[Buddha-l] Shamatha book--clarification

curt curt at cola.iges.org
Thu May 24 10:07:52 MDT 2007


Piya Tan wrote:
> Although I admire Batchelor's agnostic courage

There is nothing "courageous" about Batchelor's agnosticism. He himself 
characterizes it explicitly as an ethnocentric retreat from the 
rebellious and defiant idealism of his youth - as an admission that, for 
him, it is impossible (and "unsustainable" as he puts it) to embrace 
anything so fundamentally foreign to "our own culture" as Buddhism. 
Check out Batchelor's essay "Deep Agnosticism" ( 
http://www.stephenbatchelor.org/deepagnosticism.htm )

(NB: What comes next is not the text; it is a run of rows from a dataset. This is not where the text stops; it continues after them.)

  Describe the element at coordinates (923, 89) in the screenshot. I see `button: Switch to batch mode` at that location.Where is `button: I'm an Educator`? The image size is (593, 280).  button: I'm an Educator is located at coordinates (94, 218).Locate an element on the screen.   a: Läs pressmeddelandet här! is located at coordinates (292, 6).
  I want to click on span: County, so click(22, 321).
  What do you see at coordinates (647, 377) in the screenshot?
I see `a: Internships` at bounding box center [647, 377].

"I discover as I grow older a reconnection with the roots of my own 
culture. Maybe many of us of my generation were drawn to Buddhism as a 
kind of act of defiance, a kind of rebelliousness against what we 
viscerally disliked—often for rather naive, adolescent, and idealistic 
reasons—in our own culture and we saw Buddhism, or at least I saw 
Buddhism, as a kind of vindication of that dissent.

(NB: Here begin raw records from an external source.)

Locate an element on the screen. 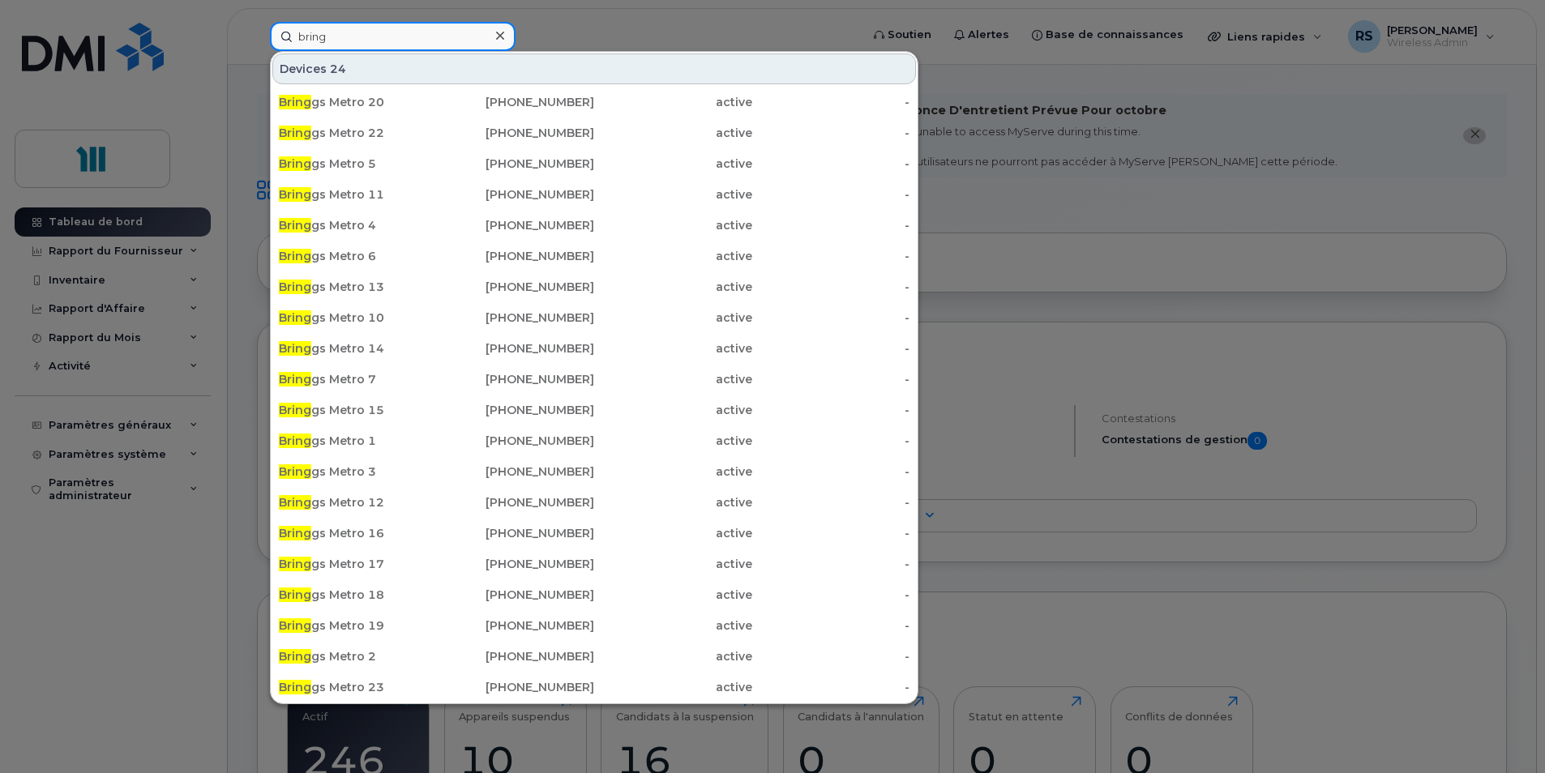 This screenshot has height=773, width=1545. div: gs Metro 15 is located at coordinates (357, 410).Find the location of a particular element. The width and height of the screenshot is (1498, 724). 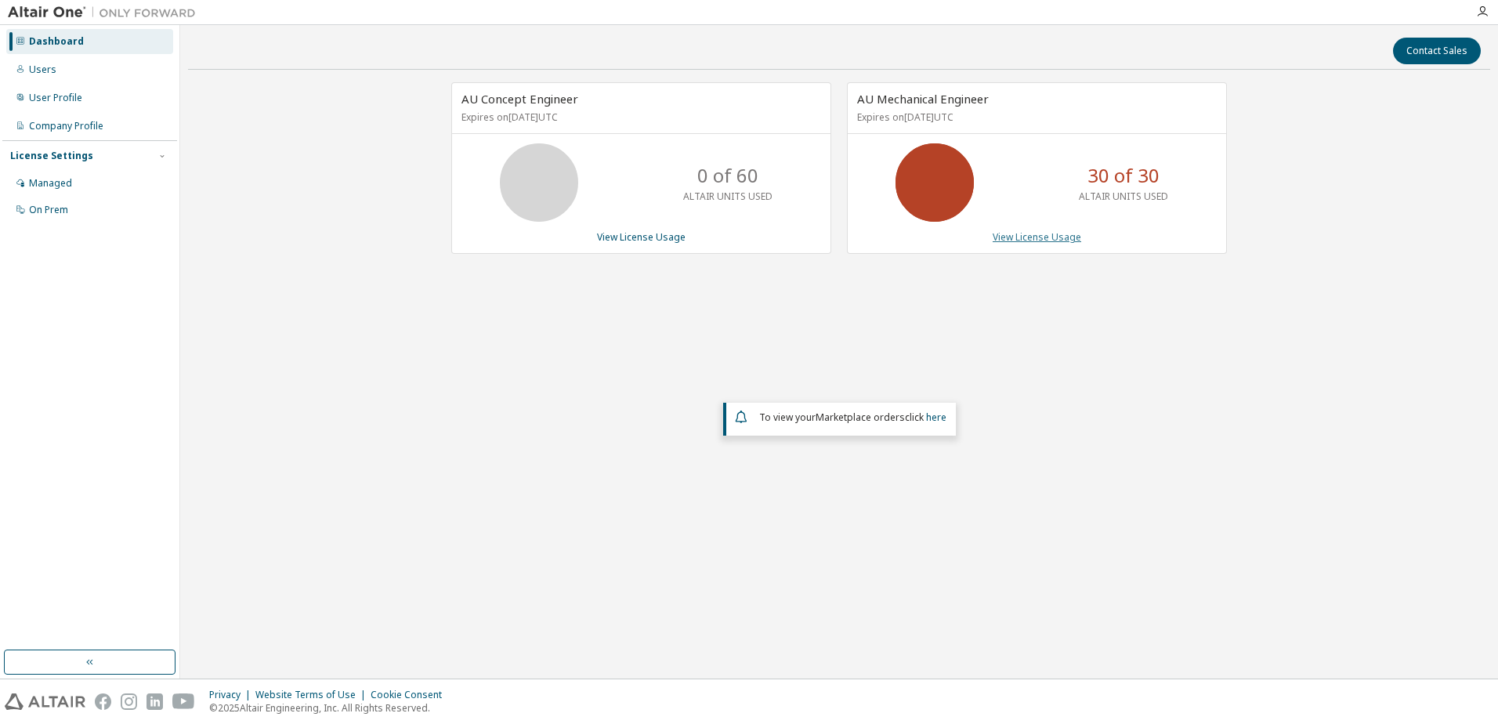

p: 30 of 30 is located at coordinates (1123, 175).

But as the years have gone by I’ve found that this denial of one’s 
roots, this denial of one’s cultural upbringing, is not actually 
possible to sustain. If one seeks to sustain it, one often ends up as a 
kind of mock Tibetan or pseudo-Japanese. Although I have tried to do 
that on occasion, dressing up in all of the appropriate regalia, more 
than that I feel it to be still seeking to find an identity outside that 
of my own culture. It’s, as Freud might say, impossible to repress these 
things. They simply come out in other ways."